Jerry, who was nearest the bar, said, “Here,” and reached for the innocent bottle—a bottle, Pam thought, which looked a little smug and virtuous among the other bottles. Jerry used a silver opener, snapped off the bottle cap. The cap bounced off, tinkled against a bottle.
“Don’t know your own strength,” Clark said, and took the bottle and, with it, a glass into which Jerry dropped ice. “Never drinks anything stronger, the lady doesn’t,” Clark said, and bore away the bottle.
“And doesn’t need to,” Hortense Notson said, and drifted away. She could drift immaculately.
“She buys dresses,” Pam said. “Wouldn’t you know?”
“As distinct—?” Jerry said, and was told he knew perfectly well what Pam meant.
“Buys them for, not from,” Pam said.
To this, Jerry simply said, “Oh.”
It was then a little after eight, and there was a restless circulation in the long room. P
am was with Phyllis Pitt. Phyllis assured her that food would arrive soon. And hadn’t old times come flooding back?
“Mm,” Pam said. Pam was then with Clark Notson and, with him, talked unexpectedly of tooth paste. One never knows what will come up at a party. It appeared that Clark’s firm made tooth paste. Stanley Pitt joined them. He said Clark had quite an operation there. Pam left them and drifted, dutifully, back to Fern, who sipped ginger ale. Fern’s eyes were very bright. They seemed almost to glitter.

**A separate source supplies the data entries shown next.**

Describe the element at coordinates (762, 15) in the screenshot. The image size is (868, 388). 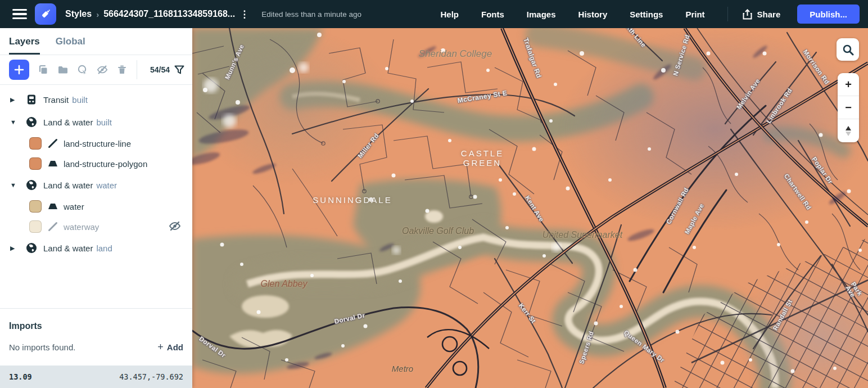
I see `share-button: Share` at that location.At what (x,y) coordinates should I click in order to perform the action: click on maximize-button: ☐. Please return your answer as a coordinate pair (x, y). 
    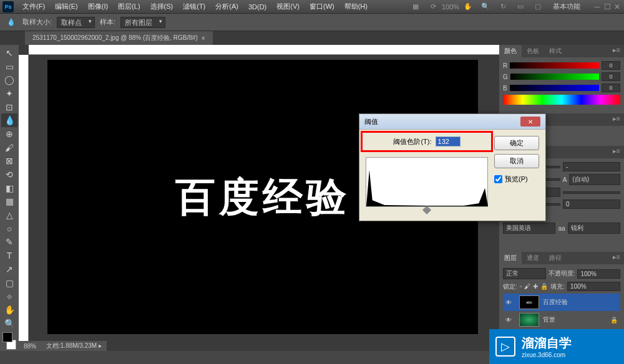
    Looking at the image, I should click on (607, 7).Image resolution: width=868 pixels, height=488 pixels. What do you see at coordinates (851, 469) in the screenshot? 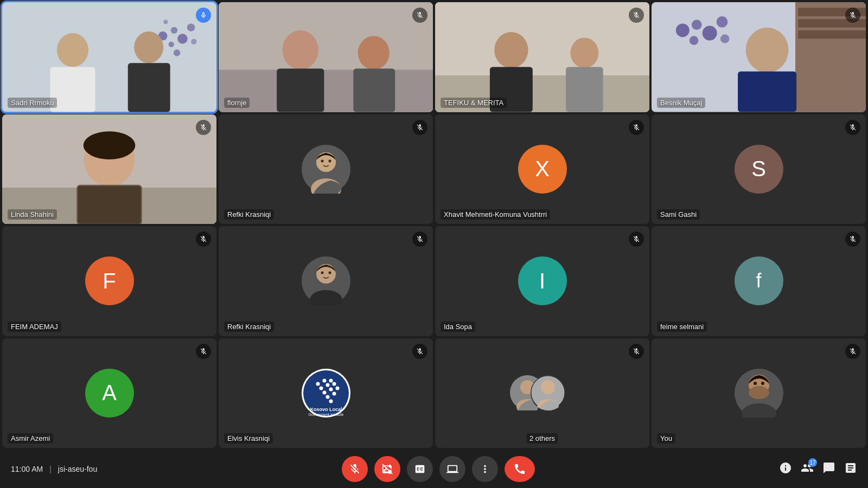
I see `activities-button` at bounding box center [851, 469]. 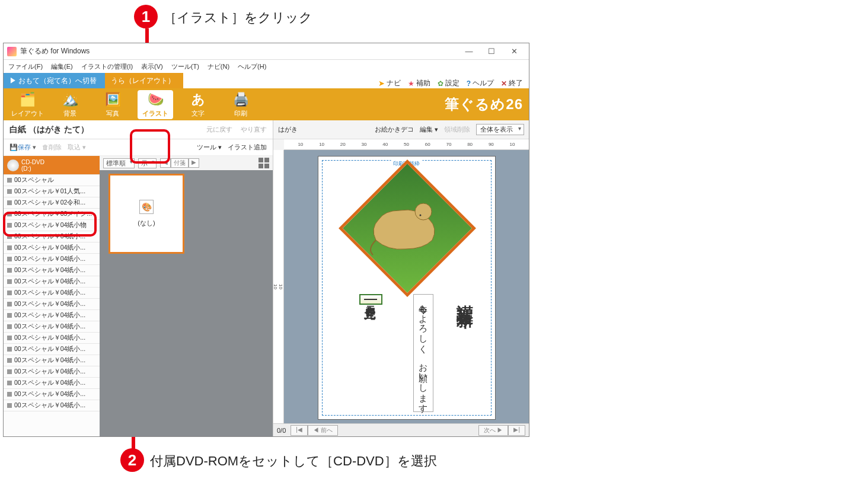 I want to click on menu-navi: ナビ(N), so click(x=218, y=66).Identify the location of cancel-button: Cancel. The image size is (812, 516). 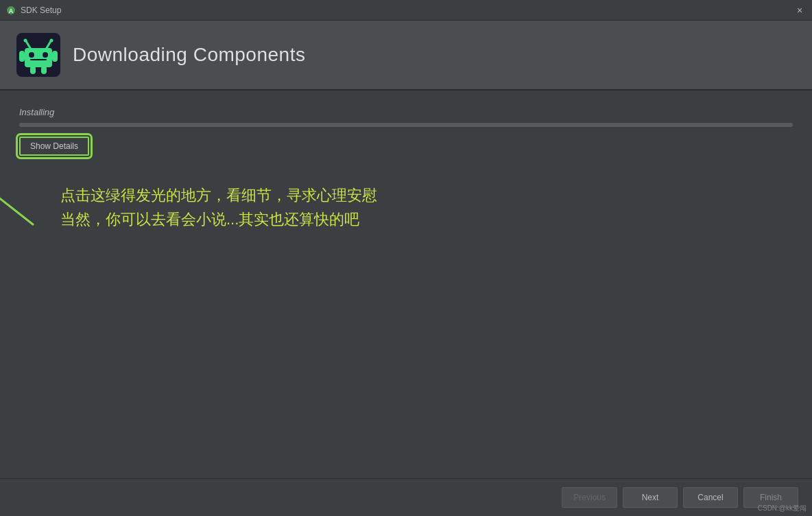
(710, 497).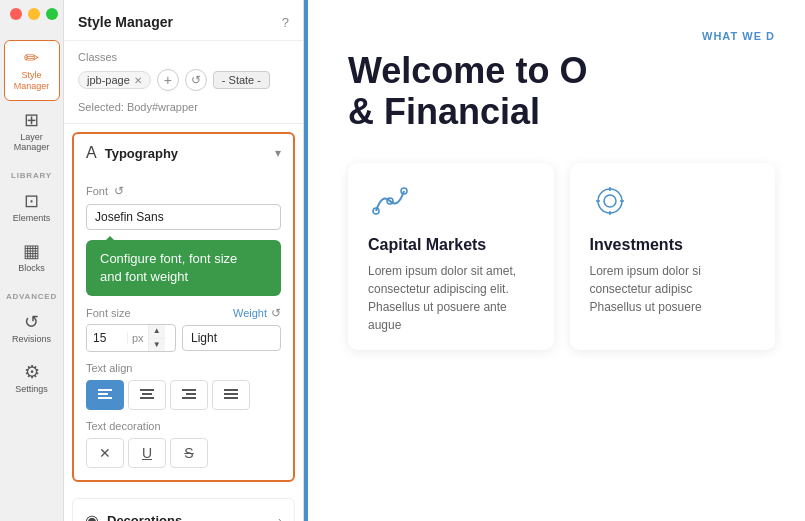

(But that’s absurd, Pam thought. People’s don’t, only cats’.)
“It’s so exciting,” Fern said, and looked around the room, presumably at “it.” “To meet you all again, and your nice husbands and—” She paused. “Only,” she said, “I keep wondering…”
Pam waited. She said, “What, Fern?”
“Oh,” Fern said. “Nothing dear. Nothing really. Do you remember—”
Pam did not. She listened for a time, and was relieved by Hortense, and drifted on again. For a minute or two, then, Pam North was alone and stood looking up and down the softly lighted room. Beyond the windows at the far end, lights glowed up from the garden below. The room was filled, but not harshly, with conversation—there seemed, somehow, to be more than the seven of them in it. Probably, Pam thought, memories crowded it—the red-haired girl, the stuttering boy.
Fern laughed. Her laughter was rather high in pitch. It had a little “hee” at the end. That little “hee,” Pam thought idly, would identify Fern—be something to remember her by. As Jerry’s habit of running his hand through his hair would identify him if, about all else, she suddenly lost her memory. (As I’ve evidently begun to do, Pam North thought.) Little tricks. And Fern puts her right index finger gently to the tip of her nose, presumably when she’s thinking. Why, Pam thought, she did that as a girl, and was surprised to remember.
Her host stood in front of her, wondering what he could get her. She had, Pam told him, everything.